On a morning in May 2005, a third-grade student named Anastasia donned her pink and blue uniform and walked to school. Her mother had died that morning, following the death of her father earlier. She found loving care, food, clothing, shelter and education at Crossroads Springs Institute, a school and orphan center in Hamisi, Kenya.
Anastasia spoke, and the students from the Federal Way Public Academy listened. Their aim was to build bridges of understanding through work projects for children who are at a crossroads in their lives. They believed there were springs of hope if they were energetic and decisive in their planning.
Today, we can hear the sounds of trowels slapping mortar between bricks, and African drums beating rhythms for children’s feet, because Federal Way Public Academy students have opened their hearts to the HIV/AIDS orphans of Crossroads Springs.
The Academy became aware of Hamisi (located in the Western province of Kenya next to Uganda, 20 miles from Kisumo) by the grandparents of two of its students. They had helped build the school and knew that the children whose parents had died of AIDS were struggling to get food, take care of younger siblings, and stay in school.
Crossroads Springs was founded in 2004 by Dr. R. Meshack Isiaho, who took an unfinished brick building, originally intended as a tourist hotel, and built a school that now houses and serves 350 children from early childhood development to the eighth grade.
Students consistently score first in the district and region on national exams, earning awards, school trophies, and acceptance in boarding schools for grades nine through 12. Current eighth-graders will take national exams at the end of the school year in December.
The Community Service Group at the Federal Way Public Academy has supported the Crossroads Springs Institute since fall 2005. Early on, academy students realized the need to care and support these orphaned children as their parents would have done if they had lived. They also recognized that these children with no education, or an incomplete education, often migrate to the cities — homeless and without hope.
The Public Academy began fundraising events with a yearly carnival and bake sales. African jewelry and artifacts, as well as note cards, were sold to support the endeavor with all proceeds going to the general account for food, uniforms and teacher and cook salaries.
In some years the students raised funds for a specific purpose such as a pair of shoes for each student, PE uniforms, the building of a well, or a sweater for each student.
In a country where tens of thousands of people were forced to leave their homes amid the 2008 brutal and common post-election violence of corruption, bribery and scare tactics — and whereas of 2007, 8,400 children have been orphaned in the Hamisi Division due to HIV/AIDS — it is not hard for the Federal Way Public Academy students to imagine the child who has nowhere to go amid destruction and suffering.
The crisis of orphans is real, and the Crossroads Springs School became a predominant and safe haven.
With the assistance of the Public Academy and other donors from North America, people of Crossroads Springs no longer have to walk long distances for water and wood. In addition, they no longer have to collect wood shavings and cook on an outside wood fire. They now have a kitchen at the school, plus a wood stove that conserves wood to serve students two meals a day. A much-needed working well was also built.
The Public Academy’s Community Service group continues their dedication and hard work to support the Kenyan school, and have begun planning events for this school year. They understand what a dollar can do (a child’s uniform is $4; mosquito netting is $5). The Honor Society has held a coin drive in October.
The FWPA annual carnival is being held 5 to 7:30 p.m. Nov. 7 to raise funds for Crossroads Springs. The public is invited to attend and support this endeavor.
It is a sobering thought that these orphaned children have been met by images of sickness and death, yet with the safe educational environment of Crossroads Springs provided with the help of the Public Academy, this is a crucial moment for these students to become useful, healthy and self-sufficient participants in the future of Kenya.
Learn more
Federal Way Public Academy is located at 34620 9th Ave. S. To learn more, visit http://schools.fwps.org/pa or contact Heather Hamashima at fwsoccerfamily@comcast.net.
(Note: This article was contributed by Heather Hamashima and contains passages from a 2010 report in The Mirror by Maureen Hathaway.)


## What to produce
Once the line containing "In order to click on label: Birth" is found in the entries below, reproduce it and every line after it, stopping at and including the line containing "The image size is (1127, 494)."; reproduce nothing else, and keep each line exact.

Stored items
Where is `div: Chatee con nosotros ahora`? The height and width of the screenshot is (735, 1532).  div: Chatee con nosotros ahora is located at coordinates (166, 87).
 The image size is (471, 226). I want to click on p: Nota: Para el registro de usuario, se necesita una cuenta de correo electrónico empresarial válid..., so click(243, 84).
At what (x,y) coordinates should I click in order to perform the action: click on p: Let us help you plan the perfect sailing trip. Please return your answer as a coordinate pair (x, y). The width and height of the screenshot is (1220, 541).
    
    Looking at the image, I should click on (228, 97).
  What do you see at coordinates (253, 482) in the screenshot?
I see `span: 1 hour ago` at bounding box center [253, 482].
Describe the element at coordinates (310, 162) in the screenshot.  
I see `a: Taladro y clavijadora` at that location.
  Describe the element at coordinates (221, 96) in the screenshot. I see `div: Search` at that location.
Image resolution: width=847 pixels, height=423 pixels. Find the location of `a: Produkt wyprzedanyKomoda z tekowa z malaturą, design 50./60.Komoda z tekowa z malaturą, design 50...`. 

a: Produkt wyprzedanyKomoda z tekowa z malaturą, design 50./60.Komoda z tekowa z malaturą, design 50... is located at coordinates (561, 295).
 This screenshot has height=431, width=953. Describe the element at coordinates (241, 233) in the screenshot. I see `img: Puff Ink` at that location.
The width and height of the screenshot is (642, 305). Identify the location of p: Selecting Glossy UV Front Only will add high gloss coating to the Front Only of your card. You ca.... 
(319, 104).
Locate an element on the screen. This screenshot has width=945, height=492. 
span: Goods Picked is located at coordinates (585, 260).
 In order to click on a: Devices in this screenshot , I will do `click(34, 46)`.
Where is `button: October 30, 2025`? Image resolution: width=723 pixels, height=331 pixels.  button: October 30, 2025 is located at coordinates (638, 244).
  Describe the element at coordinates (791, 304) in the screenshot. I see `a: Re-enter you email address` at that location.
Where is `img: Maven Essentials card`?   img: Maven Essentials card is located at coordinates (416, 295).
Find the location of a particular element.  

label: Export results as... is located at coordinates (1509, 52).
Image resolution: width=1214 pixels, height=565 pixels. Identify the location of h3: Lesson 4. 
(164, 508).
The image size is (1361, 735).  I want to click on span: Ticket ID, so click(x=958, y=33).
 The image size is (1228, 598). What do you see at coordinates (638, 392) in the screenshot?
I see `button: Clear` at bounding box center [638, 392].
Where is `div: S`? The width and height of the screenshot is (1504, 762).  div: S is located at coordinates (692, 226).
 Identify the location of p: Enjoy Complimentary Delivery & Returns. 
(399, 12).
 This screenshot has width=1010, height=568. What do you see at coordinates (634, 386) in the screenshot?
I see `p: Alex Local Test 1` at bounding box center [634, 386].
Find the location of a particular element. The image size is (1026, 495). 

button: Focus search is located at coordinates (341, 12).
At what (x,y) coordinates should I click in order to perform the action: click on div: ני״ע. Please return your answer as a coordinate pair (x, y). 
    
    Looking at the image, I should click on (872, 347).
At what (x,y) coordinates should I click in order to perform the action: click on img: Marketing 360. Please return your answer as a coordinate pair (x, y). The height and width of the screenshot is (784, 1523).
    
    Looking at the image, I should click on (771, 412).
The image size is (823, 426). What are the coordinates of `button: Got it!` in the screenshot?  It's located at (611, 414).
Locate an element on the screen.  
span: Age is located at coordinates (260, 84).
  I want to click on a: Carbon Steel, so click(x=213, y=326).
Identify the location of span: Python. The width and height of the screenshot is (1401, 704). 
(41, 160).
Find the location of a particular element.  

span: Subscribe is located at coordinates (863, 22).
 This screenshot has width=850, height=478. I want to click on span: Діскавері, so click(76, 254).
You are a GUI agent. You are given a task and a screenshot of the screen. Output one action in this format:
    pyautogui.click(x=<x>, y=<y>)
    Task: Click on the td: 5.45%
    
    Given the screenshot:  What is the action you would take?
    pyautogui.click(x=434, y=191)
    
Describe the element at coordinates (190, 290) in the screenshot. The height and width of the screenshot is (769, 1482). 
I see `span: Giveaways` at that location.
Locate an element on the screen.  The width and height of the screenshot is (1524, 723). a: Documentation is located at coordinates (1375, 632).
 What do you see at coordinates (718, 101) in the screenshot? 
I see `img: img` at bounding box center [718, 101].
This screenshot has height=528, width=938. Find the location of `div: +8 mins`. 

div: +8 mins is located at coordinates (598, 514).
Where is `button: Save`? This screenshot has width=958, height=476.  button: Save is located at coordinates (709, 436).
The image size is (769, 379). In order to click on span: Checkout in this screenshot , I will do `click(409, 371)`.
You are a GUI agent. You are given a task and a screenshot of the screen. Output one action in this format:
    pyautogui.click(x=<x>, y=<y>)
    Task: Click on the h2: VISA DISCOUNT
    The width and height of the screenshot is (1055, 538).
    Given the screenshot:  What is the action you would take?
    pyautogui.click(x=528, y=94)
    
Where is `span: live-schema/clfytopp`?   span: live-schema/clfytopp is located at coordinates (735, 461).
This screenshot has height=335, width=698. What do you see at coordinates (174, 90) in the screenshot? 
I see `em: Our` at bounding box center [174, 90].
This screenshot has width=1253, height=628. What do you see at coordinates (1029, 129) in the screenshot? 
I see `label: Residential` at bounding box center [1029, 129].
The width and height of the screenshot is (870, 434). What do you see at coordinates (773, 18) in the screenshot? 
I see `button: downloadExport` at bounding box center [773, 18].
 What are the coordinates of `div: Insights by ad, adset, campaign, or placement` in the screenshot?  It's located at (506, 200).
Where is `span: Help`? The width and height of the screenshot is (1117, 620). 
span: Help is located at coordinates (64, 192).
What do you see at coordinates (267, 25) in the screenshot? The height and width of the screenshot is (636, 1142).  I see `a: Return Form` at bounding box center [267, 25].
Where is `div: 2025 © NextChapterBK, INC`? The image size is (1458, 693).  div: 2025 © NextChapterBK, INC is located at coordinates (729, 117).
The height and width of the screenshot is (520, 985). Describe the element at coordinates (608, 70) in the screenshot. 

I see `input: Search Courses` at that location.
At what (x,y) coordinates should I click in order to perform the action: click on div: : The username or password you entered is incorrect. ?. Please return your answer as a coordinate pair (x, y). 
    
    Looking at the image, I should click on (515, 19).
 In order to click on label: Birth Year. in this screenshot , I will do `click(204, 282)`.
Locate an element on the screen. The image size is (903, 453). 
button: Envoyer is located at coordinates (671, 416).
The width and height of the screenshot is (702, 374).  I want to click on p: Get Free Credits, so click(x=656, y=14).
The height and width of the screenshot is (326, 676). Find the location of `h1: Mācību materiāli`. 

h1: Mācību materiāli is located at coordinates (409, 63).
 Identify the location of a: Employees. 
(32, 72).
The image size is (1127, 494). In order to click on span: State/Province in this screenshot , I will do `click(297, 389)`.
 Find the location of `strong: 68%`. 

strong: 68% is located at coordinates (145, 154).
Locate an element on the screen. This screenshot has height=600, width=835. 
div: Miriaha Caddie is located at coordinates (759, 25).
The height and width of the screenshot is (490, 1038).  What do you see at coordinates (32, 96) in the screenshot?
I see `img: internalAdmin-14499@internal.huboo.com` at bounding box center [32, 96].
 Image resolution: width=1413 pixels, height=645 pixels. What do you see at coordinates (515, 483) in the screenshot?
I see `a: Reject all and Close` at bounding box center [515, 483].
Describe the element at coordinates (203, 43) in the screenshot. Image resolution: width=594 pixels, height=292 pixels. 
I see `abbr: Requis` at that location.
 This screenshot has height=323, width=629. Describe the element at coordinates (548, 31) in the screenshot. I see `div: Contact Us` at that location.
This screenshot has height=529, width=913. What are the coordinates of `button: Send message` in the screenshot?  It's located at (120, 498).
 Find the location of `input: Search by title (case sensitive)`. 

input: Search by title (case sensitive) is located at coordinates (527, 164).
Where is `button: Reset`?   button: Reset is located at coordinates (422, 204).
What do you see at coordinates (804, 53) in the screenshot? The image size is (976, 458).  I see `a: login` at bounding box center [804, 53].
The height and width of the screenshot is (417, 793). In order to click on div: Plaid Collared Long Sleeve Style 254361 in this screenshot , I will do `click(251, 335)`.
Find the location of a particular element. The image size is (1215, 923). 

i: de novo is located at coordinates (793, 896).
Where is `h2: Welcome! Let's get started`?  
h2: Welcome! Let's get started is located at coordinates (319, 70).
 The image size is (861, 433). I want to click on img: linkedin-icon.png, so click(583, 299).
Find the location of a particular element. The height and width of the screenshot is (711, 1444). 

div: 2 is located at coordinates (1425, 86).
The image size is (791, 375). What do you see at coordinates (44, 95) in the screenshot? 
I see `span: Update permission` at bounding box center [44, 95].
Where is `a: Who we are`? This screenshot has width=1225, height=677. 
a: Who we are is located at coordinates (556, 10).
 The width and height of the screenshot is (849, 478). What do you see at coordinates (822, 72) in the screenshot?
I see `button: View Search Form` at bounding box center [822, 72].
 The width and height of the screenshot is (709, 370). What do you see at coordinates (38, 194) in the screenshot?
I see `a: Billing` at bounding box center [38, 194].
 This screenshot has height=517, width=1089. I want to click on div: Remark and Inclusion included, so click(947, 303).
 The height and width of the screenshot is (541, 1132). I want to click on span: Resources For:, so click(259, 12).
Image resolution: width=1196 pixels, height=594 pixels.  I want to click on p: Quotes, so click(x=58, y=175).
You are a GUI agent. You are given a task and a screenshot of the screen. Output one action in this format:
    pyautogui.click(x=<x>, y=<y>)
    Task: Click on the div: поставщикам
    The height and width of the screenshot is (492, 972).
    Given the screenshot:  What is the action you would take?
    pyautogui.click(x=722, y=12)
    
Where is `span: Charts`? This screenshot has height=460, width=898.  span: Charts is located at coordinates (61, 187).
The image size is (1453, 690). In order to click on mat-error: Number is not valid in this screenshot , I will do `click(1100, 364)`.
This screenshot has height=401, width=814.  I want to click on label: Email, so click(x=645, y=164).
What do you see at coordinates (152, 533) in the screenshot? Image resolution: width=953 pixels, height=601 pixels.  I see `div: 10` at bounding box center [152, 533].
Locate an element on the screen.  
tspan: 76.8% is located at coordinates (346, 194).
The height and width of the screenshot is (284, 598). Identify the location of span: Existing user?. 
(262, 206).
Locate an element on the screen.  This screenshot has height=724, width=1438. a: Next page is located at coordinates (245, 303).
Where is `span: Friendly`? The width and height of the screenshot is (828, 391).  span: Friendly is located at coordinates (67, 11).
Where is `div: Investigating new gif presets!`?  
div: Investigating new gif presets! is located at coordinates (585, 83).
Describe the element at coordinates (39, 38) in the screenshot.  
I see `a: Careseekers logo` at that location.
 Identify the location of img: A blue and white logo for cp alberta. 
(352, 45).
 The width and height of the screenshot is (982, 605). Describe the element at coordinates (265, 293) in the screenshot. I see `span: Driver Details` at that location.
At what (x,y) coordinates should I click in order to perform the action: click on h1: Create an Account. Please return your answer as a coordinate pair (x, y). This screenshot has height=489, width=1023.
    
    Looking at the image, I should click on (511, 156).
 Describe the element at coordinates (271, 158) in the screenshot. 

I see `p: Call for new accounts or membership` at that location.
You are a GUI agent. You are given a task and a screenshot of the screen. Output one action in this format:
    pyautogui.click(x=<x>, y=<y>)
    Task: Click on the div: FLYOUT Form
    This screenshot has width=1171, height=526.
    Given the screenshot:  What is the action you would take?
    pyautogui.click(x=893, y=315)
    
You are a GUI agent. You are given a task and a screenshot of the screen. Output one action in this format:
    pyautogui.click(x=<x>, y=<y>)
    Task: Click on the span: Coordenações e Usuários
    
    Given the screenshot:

## Problem solution
 In order to click on label: Birth Year. in this screenshot , I will do `click(204, 282)`.
Locate an element on the screen. The image size is (903, 453). 
button: Envoyer is located at coordinates (671, 416).
The width and height of the screenshot is (702, 374).  I want to click on p: Get Free Credits, so click(x=656, y=14).
The height and width of the screenshot is (326, 676). Find the location of `h1: Mācību materiāli`. 

h1: Mācību materiāli is located at coordinates (409, 63).
 Identify the location of a: Employees. 
(32, 72).
The image size is (1127, 494). In order to click on span: State/Province in this screenshot , I will do `click(297, 389)`.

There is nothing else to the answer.